Rachel Ellyn

She finally figures out life & love!
At first glance, no one would suspect that Rachel Ellyn’s alter ego is a horror movie watching, popcorn popping, Perrier swilling, couch potato. But after years of foraging a path of self-awareness and determination to avoid repeating patterns—like marrying the wrong men and moving every two years in search of greener pastures—she found the key to bliss. The phrase “grow where you’re planted” takes on deep meaning when you finally figure out what you’re growing!
Now, combining her passion for humor and storytelling with her high-heeled drive, Rachel shares her humorous offbeat take on the world and her experiences in life, love, divorce, and raising kids in a whimsical style that wins her fans internationally.
Rachel started her publishing journey with children’s fiction and flash fiction, but found her true love writing romance, romantic comedies and suspense/thrillers (and a combo of all three).
Rachel currently resides in Kansas City, MO, happily married to husband number four who is the love of the rest of her life (for reals this time).
writ・er / ‘raitǝr
– noun
1. a peculiar organism capable of transforming caffeine into books.
So where did all this start?
Family members have told me since college “you should write a column like Erma” . . . Erma Bombeck that is.
I would look at them like they were crazy, which in my family is not far off the mark, and continue to write letters and then emails keeping everyone up to date on where in the world I was and what the hell I was doing. (I can hear my late aunt’s voice now asking my mother, “What the hell’s Rach doing now?”)
One day I woke up, and I needed to write. There was this little story inside my head. Really, it was a character, and try as I might this little character’s (the Dust Bunny) story just couldn’t get out of my head.
Years later, a few months after starting my third divorce, it felt as if there were a ton of ping pong balls bouncing in my head, each one a story, bouncing around trying to escape. I picked up a pen and started to write every story as it bounced into my head. That was the birth of The Disfunctional Diva website. A little place to hold all my flash fiction – my little stories – for all the world to see … whether anyone else read them or not.
I had already written and animated Basic Money Management 101 as a business endeavor. Which, by the way, is used in a number of Kansas and Missouri schools and was also picked up by KSU for incoming freshman orientation. But, that summer while driving my kids to camp, the story of the Dust Bunny – Louie Fights the Night – finally wrote itself in my head. How To Train A Woman, my second book was published August 2011. A first for this little girl!
So why do I write?
I write to be less BLONDE! I figure the more stories I get out of my head, the more memory and processing power my brain will have.
I believe you gain immortality by the stories you create in someone’s life. And if you can teach this person to be a great story teller you shall live on forever.
“When I stand before God at the end of my life, I would hope that I would not have a single bit of talent left, and could say, ‘I used everything you gave me’.” Erma Bombeck
My first Disfunctional Diva story . . . How Did I Get Here?
May 4th, 2009
So how did we get to this point in our lives that we wonder why we are still half sane?
I’m 48 and working on wrapping up my third divorce. I have three kids. Oh, to be able to say one from each husband would be so white trash wonderful, but really one is from #1 ex husband, and two are from #2 ex husband. My third soon-to-be ex is, I guess, maybe my cougar experiment.
I’m college educated. I have lived all over the country as well as internationally – of my own doing, not following a man or his career. It was always my career or my desire to venture forth to what looked like green grass. Now, I am finally trying to learn how to grow where I am planted, or at least where my kids want to be planted. Damn their little social lives! And at this point in my life worrying about my retirement savings trumps paying for counseling for the kids because da Mama wanted to run away to somewhere new. Maybe this is what becoming a responsible adult feels like. Yuck!
Really, my kids are incredible. Watching them grow up has been a great insight for me to see where each piece of my own disfunction derives from. Quite interesting. Sort of like performing your own surgery in a MASH unit. I might not have all the tools to fix the damage perfectly, but I can correct the damage just enough to pass muster. And if I can keep the scars to a minimum I might just be able to wear a bikini!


▶ _YOUR OBJECTIVE_
Every line of the entries that holds the word "situation" is to be copied.

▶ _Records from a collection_
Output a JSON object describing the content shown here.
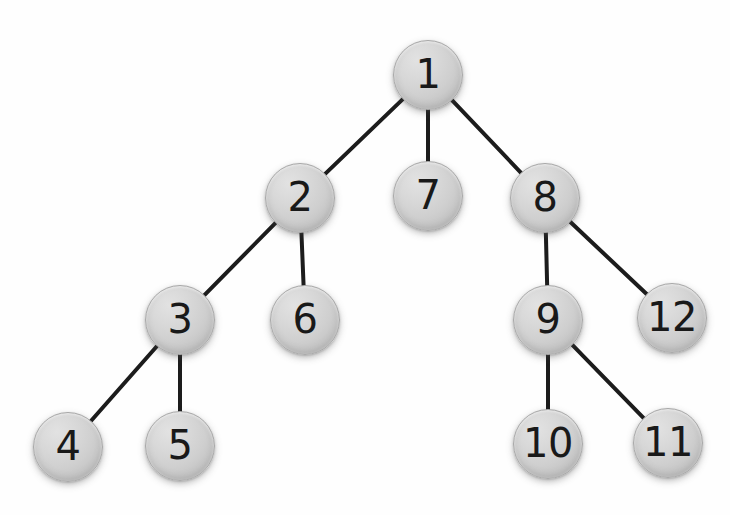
{
  "diagram": {
    "type": "rooted-tree",
    "background_color": "#fefefe",
    "node_fill_color": "#d2d2d2",
    "node_border_color": "#a8a8a8",
    "node_label_color": "#191919",
    "edge_color": "#1c1c1c",
    "edge_width": 4,
    "node_diameter": 70,
    "node_font_size": 40,
    "nodes": [
      {
        "id": "1",
        "label": "1",
        "cx": 428,
        "cy": 75,
        "r": 35
      },
      {
        "id": "2",
        "label": "2",
        "cx": 300,
        "cy": 198,
        "r": 35
      },
      {
        "id": "3",
        "label": "3",
        "cx": 180,
        "cy": 320,
        "r": 35
      },
      {
        "id": "4",
        "label": "4",
        "cx": 68,
        "cy": 447,
        "r": 35
      },
      {
        "id": "5",
        "label": "5",
        "cx": 180,
        "cy": 446,
        "r": 35
      },
      {
        "id": "6",
        "label": "6",
        "cx": 305,
        "cy": 320,
        "r": 35
      },
      {
        "id": "7",
        "label": "7",
        "cx": 428,
        "cy": 196,
        "r": 35
      },
      {
        "id": "8",
        "label": "8",
        "cx": 545,
        "cy": 198,
        "r": 35
      },
      {
        "id": "9",
        "label": "9",
        "cx": 548,
        "cy": 320,
        "r": 35
      },
      {
        "id": "10",
        "label": "10",
        "cx": 548,
        "cy": 444,
        "r": 35
      },
      {
        "id": "11",
        "label": "11",
        "cx": 668,
        "cy": 443,
        "r": 35
      },
      {
        "id": "12",
        "label": "12",
        "cx": 672,
        "cy": 318,
        "r": 35
      }
    ],
    "edges": [
      {
        "from": "1",
        "to": "2"
      },
      {
        "from": "1",
        "to": "7"
      },
      {
        "from": "1",
        "to": "8"
      },
      {
        "from": "2",
        "to": "3"
      },
      {
        "from": "2",
        "to": "6"
      },
      {
        "from": "3",
        "to": "4"
      },
      {
        "from": "3",
        "to": "5"
      },
      {
        "from": "8",
        "to": "9"
      },
      {
        "from": "8",
        "to": "12"
      },
      {
        "from": "9",
        "to": "10"
      },
      {
        "from": "9",
        "to": "11"
      }
    ]
  }
}
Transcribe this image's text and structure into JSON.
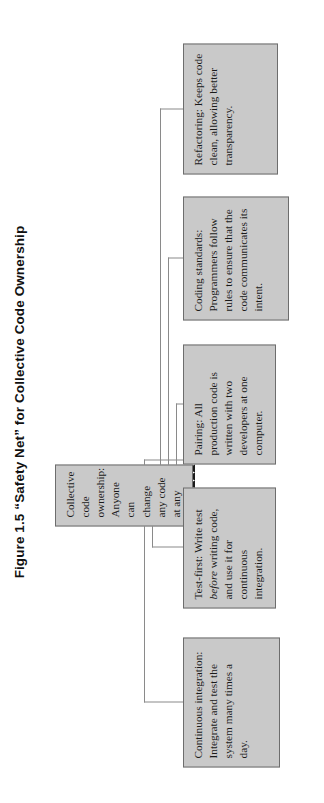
{
  "figure": {
    "title": "Figure 1.5 “Safety Net” for Collective Code Ownership",
    "type": "block-diagram",
    "orientation": "rotated-90-ccw",
    "node_fill": "#c9c9c9",
    "node_border": "#6d6d6d",
    "connector_color": "#8a8a8a",
    "arrow_color": "#1a1a1a",
    "background": "#ffffff"
  },
  "center_node": {
    "name": "collective-code-ownership",
    "text": "Collective code ownership: Anyone can change any code at any time"
  },
  "practice_nodes": [
    {
      "name": "continuous-integration",
      "title": "Continuous integration:",
      "text": "Continuous integration: Integrate and test the system many times a day."
    },
    {
      "name": "test-first",
      "title": "Test-first:",
      "text_before": "Test-first: Write test ",
      "emphasis": "before",
      "text_after": " writing code, and use it for continuous integration.",
      "text": "Test-first: Write test before writing code, and use it for continuous integration."
    },
    {
      "name": "pairing",
      "title": "Pairing:",
      "text": "Pairing: All production code is written with two developers at one computer."
    },
    {
      "name": "coding-standards",
      "title": "Coding standards:",
      "text": "Coding standards: Programmers follow rules to ensure that the code communicates its intent."
    },
    {
      "name": "refactoring",
      "title": "Refactoring:",
      "text": "Refactoring: Keeps code clean, allowing better transparency."
    }
  ],
  "connections": [
    {
      "from": "continuous-integration",
      "to": "collective-code-ownership"
    },
    {
      "from": "test-first",
      "to": "collective-code-ownership"
    },
    {
      "from": "pairing",
      "to": "collective-code-ownership"
    },
    {
      "from": "coding-standards",
      "to": "collective-code-ownership"
    },
    {
      "from": "refactoring",
      "to": "collective-code-ownership"
    }
  ]
}
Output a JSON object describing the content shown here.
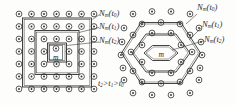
{
  "figure": {
    "caption_fragment": "",
    "background_color": "#fdfdfc",
    "ink_color": "#2b2b2b"
  },
  "left_diagram": {
    "name": "square-lattice-neighborhood-diagram",
    "lattice_type": "square",
    "center_label": "m",
    "rings": [
      {
        "label_html": "N",
        "sub": "m",
        "arg": "t",
        "arg_sub": "0"
      },
      {
        "label_html": "N",
        "sub": "m",
        "arg": "t",
        "arg_sub": "1"
      },
      {
        "label_html": "N",
        "sub": "m",
        "arg": "t",
        "arg_sub": "2"
      }
    ],
    "labels": {
      "ring0": "N",
      "ring0_sub": "m",
      "ring0_arg": "t",
      "ring0_arg_sub": "0",
      "ring1": "N",
      "ring1_sub": "m",
      "ring1_arg": "t",
      "ring1_arg_sub": "1",
      "ring2": "N",
      "ring2_sub": "m",
      "ring2_arg": "t",
      "ring2_arg_sub": "2"
    },
    "time_ordering": {
      "t2": "t",
      "t2_sub": "2",
      "gt1": ">",
      "t1": "t",
      "t1_sub": "1",
      "gt2": ">",
      "t0": "t",
      "t0_sub": "0"
    },
    "grid": {
      "cols": 7,
      "rows": 7,
      "node_glyph": "dot-in-circle"
    }
  },
  "right_diagram": {
    "name": "hexagonal-lattice-neighborhood-diagram",
    "lattice_type": "hexagonal",
    "center_label": "m",
    "labels": {
      "ring0": "N",
      "ring0_sub": "m",
      "ring0_arg": "t",
      "ring0_arg_sub": "0",
      "ring1": "N",
      "ring1_sub": "m",
      "ring1_arg": "t",
      "ring1_arg_sub": "1",
      "ring2": "N",
      "ring2_sub": "m",
      "ring2_arg": "t",
      "ring2_arg_sub": "2"
    }
  },
  "edge_artifact": {
    "text": "cropped vertical text"
  },
  "paren": {
    "open": "(",
    "close": ")"
  }
}
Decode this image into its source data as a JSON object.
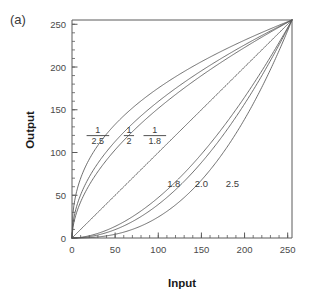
{
  "figure": {
    "panel_label": "(a)",
    "background_color": "#ffffff",
    "curve_color": "#555555",
    "axis_color": "#5a5a5a",
    "text_color": "#3c3c3c"
  },
  "chart_data": {
    "type": "line",
    "title": "",
    "subtitle": "",
    "xlabel": "Input",
    "ylabel": "Output",
    "xlim": [
      0,
      255
    ],
    "ylim": [
      0,
      255
    ],
    "xticks": [
      0,
      50,
      100,
      150,
      200,
      250
    ],
    "yticks": [
      0,
      50,
      100,
      150,
      200,
      250
    ],
    "xtick_labels": [
      "0",
      "50",
      "100",
      "150",
      "200",
      "250"
    ],
    "ytick_labels": [
      "0",
      "50",
      "100",
      "150",
      "200",
      "250"
    ],
    "minor_tick_interval": 10,
    "grid": false,
    "legend_position": "inline-annotations",
    "formula": "y = 255 * (x / 255) ^ gamma",
    "series": [
      {
        "name": "1/2.5",
        "gamma": 0.4,
        "label_display": "1/2.5",
        "label_numerator": "1",
        "label_denominator": "2.5",
        "label_x": 30,
        "label_y": 118,
        "values": [
          {
            "x": 0,
            "y": 0
          },
          {
            "x": 25,
            "y": 98
          },
          {
            "x": 50,
            "y": 129
          },
          {
            "x": 75,
            "y": 152
          },
          {
            "x": 100,
            "y": 170
          },
          {
            "x": 125,
            "y": 186
          },
          {
            "x": 150,
            "y": 200
          },
          {
            "x": 175,
            "y": 213
          },
          {
            "x": 200,
            "y": 225
          },
          {
            "x": 225,
            "y": 236
          },
          {
            "x": 250,
            "y": 247
          },
          {
            "x": 255,
            "y": 249
          }
        ]
      },
      {
        "name": "1/2",
        "gamma": 0.5,
        "label_display": "1/2",
        "label_numerator": "1",
        "label_denominator": "2",
        "label_x": 66,
        "label_y": 118,
        "values": [
          {
            "x": 0,
            "y": 0
          },
          {
            "x": 25,
            "y": 79
          },
          {
            "x": 50,
            "y": 113
          },
          {
            "x": 75,
            "y": 138
          },
          {
            "x": 100,
            "y": 160
          },
          {
            "x": 125,
            "y": 179
          },
          {
            "x": 150,
            "y": 195
          },
          {
            "x": 175,
            "y": 211
          },
          {
            "x": 200,
            "y": 226
          },
          {
            "x": 225,
            "y": 239
          },
          {
            "x": 250,
            "y": 249
          },
          {
            "x": 255,
            "y": 252
          }
        ]
      },
      {
        "name": "1/1.8",
        "gamma": 0.5556,
        "label_display": "1/1.8",
        "label_numerator": "1",
        "label_denominator": "1.8",
        "label_x": 96,
        "label_y": 118,
        "values": [
          {
            "x": 0,
            "y": 0
          },
          {
            "x": 25,
            "y": 72
          },
          {
            "x": 50,
            "y": 106
          },
          {
            "x": 75,
            "y": 132
          },
          {
            "x": 100,
            "y": 155
          },
          {
            "x": 125,
            "y": 175
          },
          {
            "x": 150,
            "y": 193
          },
          {
            "x": 175,
            "y": 209
          },
          {
            "x": 200,
            "y": 225
          },
          {
            "x": 225,
            "y": 239
          },
          {
            "x": 250,
            "y": 251
          },
          {
            "x": 255,
            "y": 253
          }
        ]
      },
      {
        "name": "1.0",
        "gamma": 1.0,
        "label_display": "",
        "label_x": null,
        "label_y": null,
        "values": [
          {
            "x": 0,
            "y": 0
          },
          {
            "x": 50,
            "y": 50
          },
          {
            "x": 100,
            "y": 100
          },
          {
            "x": 150,
            "y": 150
          },
          {
            "x": 200,
            "y": 200
          },
          {
            "x": 250,
            "y": 250
          },
          {
            "x": 255,
            "y": 255
          }
        ]
      },
      {
        "name": "1.8",
        "gamma": 1.8,
        "label_display": "1.8",
        "label_x": 118,
        "label_y": 63,
        "values": [
          {
            "x": 0,
            "y": 0
          },
          {
            "x": 25,
            "y": 4
          },
          {
            "x": 50,
            "y": 14
          },
          {
            "x": 75,
            "y": 29
          },
          {
            "x": 100,
            "y": 48
          },
          {
            "x": 125,
            "y": 72
          },
          {
            "x": 150,
            "y": 99
          },
          {
            "x": 175,
            "y": 130
          },
          {
            "x": 200,
            "y": 165
          },
          {
            "x": 225,
            "y": 203
          },
          {
            "x": 250,
            "y": 245
          },
          {
            "x": 255,
            "y": 255
          }
        ]
      },
      {
        "name": "2.0",
        "gamma": 2.0,
        "label_display": "2.0",
        "label_x": 150,
        "label_y": 63,
        "values": [
          {
            "x": 0,
            "y": 0
          },
          {
            "x": 25,
            "y": 2
          },
          {
            "x": 50,
            "y": 10
          },
          {
            "x": 75,
            "y": 22
          },
          {
            "x": 100,
            "y": 39
          },
          {
            "x": 125,
            "y": 61
          },
          {
            "x": 150,
            "y": 88
          },
          {
            "x": 175,
            "y": 120
          },
          {
            "x": 200,
            "y": 157
          },
          {
            "x": 225,
            "y": 199
          },
          {
            "x": 250,
            "y": 245
          },
          {
            "x": 255,
            "y": 255
          }
        ]
      },
      {
        "name": "2.5",
        "gamma": 2.5,
        "label_display": "2.5",
        "label_x": 186,
        "label_y": 63,
        "values": [
          {
            "x": 0,
            "y": 0
          },
          {
            "x": 25,
            "y": 1
          },
          {
            "x": 50,
            "y": 4
          },
          {
            "x": 75,
            "y": 11
          },
          {
            "x": 100,
            "y": 24
          },
          {
            "x": 125,
            "y": 42
          },
          {
            "x": 150,
            "y": 67
          },
          {
            "x": 175,
            "y": 100
          },
          {
            "x": 200,
            "y": 140
          },
          {
            "x": 225,
            "y": 189
          },
          {
            "x": 250,
            "y": 245
          },
          {
            "x": 255,
            "y": 255
          }
        ]
      }
    ]
  }
}
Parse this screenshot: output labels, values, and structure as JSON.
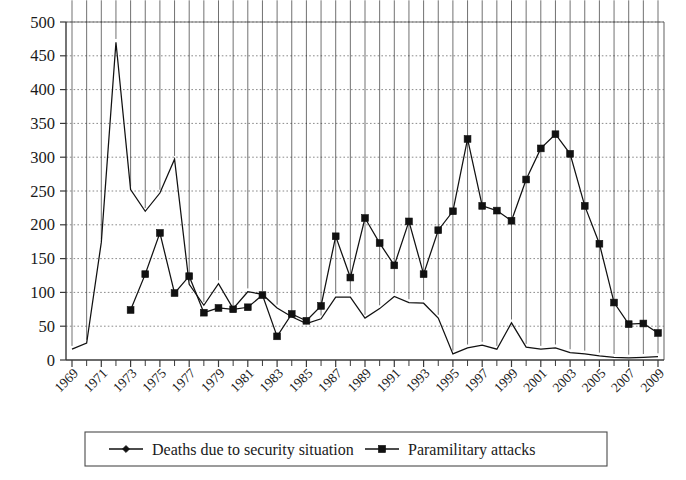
{
  "chart_data": {
    "type": "line",
    "title": "",
    "subtitle": "",
    "xlabel": "",
    "ylabel": "",
    "grid": "horizontal-dotted",
    "legend_position": "bottom",
    "ylim": [
      0,
      500
    ],
    "ytick_step": 50,
    "ytick_labels": [
      "0",
      "50",
      "100",
      "150",
      "200",
      "250",
      "300",
      "350",
      "400",
      "450",
      "500"
    ],
    "x": [
      1969,
      1970,
      1971,
      1972,
      1973,
      1974,
      1975,
      1976,
      1977,
      1978,
      1979,
      1980,
      1981,
      1982,
      1983,
      1984,
      1985,
      1986,
      1987,
      1988,
      1989,
      1990,
      1991,
      1992,
      1993,
      1994,
      1995,
      1996,
      1997,
      1998,
      1999,
      2000,
      2001,
      2002,
      2003,
      2004,
      2005,
      2006,
      2007,
      2008,
      2009
    ],
    "xtick_labels": [
      "1969",
      "1971",
      "1973",
      "1975",
      "1977",
      "1979",
      "1981",
      "1983",
      "1985",
      "1987",
      "1989",
      "1991",
      "1993",
      "1995",
      "1997",
      "1999",
      "2001",
      "2003",
      "2005",
      "2007",
      "2009"
    ],
    "xtick_label_years": [
      1969,
      1971,
      1973,
      1975,
      1977,
      1979,
      1981,
      1983,
      1985,
      1987,
      1989,
      1991,
      1993,
      1995,
      1997,
      1999,
      2001,
      2003,
      2005,
      2007,
      2009
    ],
    "xtick_label_rotation": 45,
    "series": [
      {
        "name": "Deaths due to security situation",
        "marker": "diamond",
        "color": "#111111",
        "x": [
          1969,
          1970,
          1971,
          1972,
          1973,
          1974,
          1975,
          1976,
          1977,
          1978,
          1979,
          1980,
          1981,
          1982,
          1983,
          1984,
          1985,
          1986,
          1987,
          1988,
          1989,
          1990,
          1991,
          1992,
          1993,
          1994,
          1995,
          1996,
          1997,
          1998,
          1999,
          2000,
          2001,
          2002,
          2003,
          2004,
          2005,
          2006,
          2007,
          2008,
          2009
        ],
        "values": [
          16,
          25,
          174,
          470,
          252,
          220,
          247,
          297,
          112,
          81,
          113,
          76,
          101,
          97,
          77,
          64,
          54,
          61,
          93,
          93,
          62,
          76,
          94,
          85,
          84,
          62,
          9,
          18,
          22,
          16,
          55,
          19,
          16,
          18,
          11,
          9,
          6,
          4,
          3,
          4,
          5
        ]
      },
      {
        "name": "Paramilitary attacks",
        "marker": "square",
        "color": "#111111",
        "x": [
          1973,
          1974,
          1975,
          1976,
          1977,
          1978,
          1979,
          1980,
          1981,
          1982,
          1983,
          1984,
          1985,
          1986,
          1987,
          1988,
          1989,
          1990,
          1991,
          1992,
          1993,
          1994,
          1995,
          1996,
          1997,
          1998,
          1999,
          2000,
          2001,
          2002,
          2003,
          2004,
          2005,
          2006,
          2007,
          2008,
          2009
        ],
        "values": [
          74,
          127,
          188,
          99,
          124,
          70,
          77,
          75,
          78,
          96,
          35,
          68,
          58,
          80,
          183,
          122,
          210,
          173,
          140,
          205,
          127,
          192,
          220,
          327,
          228,
          221,
          206,
          267,
          313,
          334,
          305,
          228,
          172,
          85,
          53,
          54,
          40
        ]
      }
    ]
  },
  "legend": {
    "items": [
      {
        "label": "Deaths due to security situation",
        "marker": "diamond"
      },
      {
        "label": "Paramilitary attacks",
        "marker": "square"
      }
    ]
  }
}
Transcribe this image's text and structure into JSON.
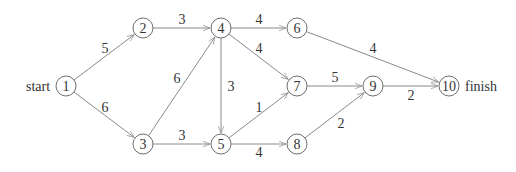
{
  "diagram": {
    "type": "directed-network",
    "start_label": "start",
    "finish_label": "finish",
    "nodes": [
      {
        "id": "1",
        "label": "1",
        "x": 66,
        "y": 86
      },
      {
        "id": "2",
        "label": "2",
        "x": 143,
        "y": 28
      },
      {
        "id": "3",
        "label": "3",
        "x": 143,
        "y": 144
      },
      {
        "id": "4",
        "label": "4",
        "x": 221,
        "y": 28
      },
      {
        "id": "5",
        "label": "5",
        "x": 221,
        "y": 144
      },
      {
        "id": "6",
        "label": "6",
        "x": 297,
        "y": 28
      },
      {
        "id": "7",
        "label": "7",
        "x": 297,
        "y": 86
      },
      {
        "id": "8",
        "label": "8",
        "x": 297,
        "y": 144
      },
      {
        "id": "9",
        "label": "9",
        "x": 373,
        "y": 86
      },
      {
        "id": "10",
        "label": "10",
        "x": 449,
        "y": 86
      }
    ],
    "edges": [
      {
        "from": "1",
        "to": "2",
        "weight": "5",
        "lx": 105,
        "ly": 48
      },
      {
        "from": "1",
        "to": "3",
        "weight": "6",
        "lx": 105,
        "ly": 107
      },
      {
        "from": "2",
        "to": "4",
        "weight": "3",
        "lx": 182,
        "ly": 19
      },
      {
        "from": "3",
        "to": "4",
        "weight": "6",
        "lx": 177,
        "ly": 78
      },
      {
        "from": "3",
        "to": "5",
        "weight": "3",
        "lx": 182,
        "ly": 135
      },
      {
        "from": "4",
        "to": "6",
        "weight": "4",
        "lx": 259,
        "ly": 19
      },
      {
        "from": "4",
        "to": "7",
        "weight": "4",
        "lx": 259,
        "ly": 48
      },
      {
        "from": "4",
        "to": "5",
        "weight": "3",
        "lx": 231,
        "ly": 86
      },
      {
        "from": "5",
        "to": "7",
        "weight": "1",
        "lx": 259,
        "ly": 107
      },
      {
        "from": "5",
        "to": "8",
        "weight": "4",
        "lx": 259,
        "ly": 152
      },
      {
        "from": "6",
        "to": "10",
        "weight": "4",
        "lx": 373,
        "ly": 48
      },
      {
        "from": "7",
        "to": "9",
        "weight": "5",
        "lx": 335,
        "ly": 77
      },
      {
        "from": "8",
        "to": "9",
        "weight": "2",
        "lx": 341,
        "ly": 123
      },
      {
        "from": "9",
        "to": "10",
        "weight": "2",
        "lx": 411,
        "ly": 95
      }
    ]
  }
}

▶ _WRITTEN ANSWER_
        "name": "Deaths due to security situation",
        "label": "Deaths due to security situation",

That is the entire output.